Be serious, I thought. If you're going to count the $2,700 I didn't pay for the Loro Piana cashmere shawl I left in my shopping cart as lost revenue, you might as well add in another $3,000 for the shearling coat I looked at longingly in a store window last fall and also didn't buy. And where do you draw the line? What about the $905 for the red crocodile tote I was admiring in Vogue the other day but am quite unlikely to purchase. Is somebody going to count that as lost revenue, too?

The thing is, if my failure to purchase these goods is a problem, it isn't one that retailers can solve by hiring consultants and streamlining their checkout process. Or any other way — unless they can dig up some long-lost and recently deceased rich uncle who turns out to have left me his billions.

Sorry, stores. It's not your problem; it's mine. I'm walking away from these shopping carts because I can't pay for the stuff I put in them. I didn't expect it to add up to so much. Or I just changed my mind. Or I remembered I look awful in that color. How can you not see that?

Oops — turns out they can and do. As Tealeaf's Vice President of World Wide Marketing Geoff Galat explains it to me, online merchants know that people "abandon" shopping carts for all sorts of reasons. They know we fill one up, go off to check the prices for similar merch at three other sites, and then forget where we started — or else the phone rings, or we feel obliged to go back to work before somebody notices we're shopping, or "Project Runway" comes on, or somebody wants his dinner, or it's way past bedtime and we can't keep our eyes open for another minute.

Cart abandonment prompted by such externalities may leave retailers with a wistful ships-that-pass-in-the-night sense of missed opportunity, but what really worries them are carts abandoned by customers who'd actually like to buy the things in them, but can't. They click on "checkout," fill in their credit card number, click "confirm" — and then, nothing. Or the site decides their Visa number doesn't compute, or it keeps endlessly flipping them back to the previous screen, or it suddenly decides one of the things in the cart is no longer available in tangerine, or it wants to charge them extra to ship their package to Bolivia even though they actually live in Bolivia, Ill.

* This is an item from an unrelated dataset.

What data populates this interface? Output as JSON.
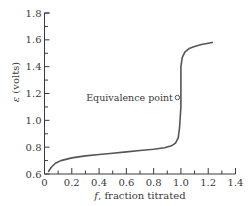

Now that I think of it, I've run into a few of these snafus myself. I end up wanting to throw the computer out the window. The good news, according to a recent study commissioned by Tealeaf, is that they aren't happening quite as often as they used to. Tealeaf makes software that tracks individual online transactions step-by-step for retail sites, so retailers can figure out where the glitches are and fix them. Sometimes they'll even contact the frustrated shopper to apologize and ask if she still wants that tangerine cardigan.

But they usually only follow up when they have evidence of intent to buy. Serial cart abandoners who haven't clicked "checkout" and "confirm" don't have to worry about being tracked down and inveigled into paying for stuff they liked well enough to put in their carts but had too much sense to actually pay for.